Athens - 7 October 2020

Shipowning legends Pericles S. Panagopulos and George R. Vergottis have been inducted into the Greek Shipping Hall of Fame in a Virtual Induction Ceremony that premiered online on 5 October 2020. They bring the Hall of Fame’s pantheon of great personalities from the history of Greek merchant shipping since the steam age to 32.

Voting for Inductees takes place annually and is open to members of the Greek Shipping Hall of Fame Academy, currently numbering about 300 prominent individuals in today’s Greek shipping community. The integrity of the on-line voting and the final results are overseen by the international audit firm, Deloitte.

Pericles S. Panagopulos (1935-2019)

Pericles Panagopulos, who passed away last year, stood out among prominent Greek shipowners of his age as a true entrepreneur and innovator.
Panagopulos was not born into a shipping family. At the age of seven years he lost his father during the wartime occupation of Greece. However, he was taken under the wing of a distant relative, the Switzerland-based Greek shipping legend, Eugene Eugenides, who eventually assigned him to the passenger division of his group, Home Lines. After Eugenides’ death Panagopulos eventually sought new opportunities. He became general manager of Sun Line Cruises, and there gained the confidence to launch his own career as an entrepreneur.

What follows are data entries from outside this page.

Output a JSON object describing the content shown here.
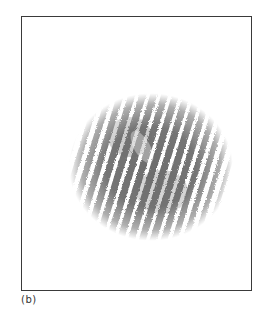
{
  "figure": {
    "panel_label": "(b)",
    "content_description": "interference-fringe-pattern",
    "fringe": {
      "count": 15,
      "spacing_px": 10.5,
      "tilt_deg": 17,
      "stripe_color": "#6e6e6e",
      "envelope_center": [
        129,
        150
      ],
      "envelope_radii": [
        80,
        72
      ]
    },
    "frame_color": "#3a3a3a",
    "background_color": "#ffffff"
  }
}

In 1971, Panagopulos co-founded Royal Cruise Line with Barney Ebsworth, a St. Louis travel industry entrepreneur. RCL’s many innovations included the concept, commonplace today, of the air-sea package for cruises. Both ships built by RCL as newbuildings, the 1972-built Golden Odyssey and the 1988-built Crown Odyssey, were seen as pioneering new trends in cruising.

Panagopulos was an innovator, but also a pragmatist. In 1989 he sold RCL to Kloster Cruise for a price of about $250 million, a move that anticipated a much wider worldwide consolidation of cruising that was soon to come.

In Greece he was best known as the creator of Attica Group. Established in 1992, Attica quickly moved into the ferry business, modernising the sector with newbuildings. SuperFast Ferries initially focused on the Greece-Italy trades before expanding to the Baltic and North Sea. Attica later acquired Strintzis Lines and after rebranding it Blue Star Ferries, introduced newbuildings for domestic Greek island routes, too.

In parallel with his ferry operations, he was active in dry bulk shipping through Magna Marine, formed in 1991 (view full biography).

George R. Vergottis (1893-1965)

George R. Vergottis was born in 1893 to a Cephalonian family with shipping traditions traceable as far back as 1583.

The fifth child of Charalampos (‘Rokos’) Vergottis (1842-1924), he attended school in Constantinople and later the renowned Commercial College in Marseilles, before joining the family’s shipping office in Cardiff which he managed during the First World War.

In 1924 Vergottis Ltd moved premises to London.  Together with his brothers Panaghi and Andrew, George purchased several freighters at low prices between 1928 and 1933.

During the 1930s George Vergottis expanded his activities to New York where he settled and became highly respected in shipping circles there for his deep knowledge of shipping, his integrity, ingenuity and generosity.

While maintaining the London and Piraeus offices, he established Universal Maritime Carriers. By 1940 his office operated 12 vessels but more than half Universal’s fleet was sunk during the war. In recognition of this, Universal was able to add to its fleet three Liberties, out of the 98 allocated to Greek owners after the war.

In the post-war years he was one of the first Greek shipowners to enter the tanker market and forge relationships with major oil companies.

He also put his faith in the fledgling Japanese shipbuilding industry and between the years 1952 and 1966 Universal took delivery of seven tankers and six dry cargo ships from Mitsubishi and Nippon-Kokan shipyards.

George Vergottis was awarded the gold medal of the Academy of Athens in 1964 as a great benefactor of Cephalonia. Immediately after the deadly earthquake of 1953 that struck his home island, Vergottis arranged for shelter for those left homeless and over a period of years built countless homes as well as churches and important public buildings in his home village of Kourkoumelata as well as the capital Argostoli (view full biography).

  • With the addition of Pericles S. Panagopulos and George R. Vergottis, the Hall of Fame now includes 32 outstanding personalities who helped to write modern Greek shipping history. The Greek Shipping Hall of Fame has been paying tribute to historic Greek shipping personalities since 2007.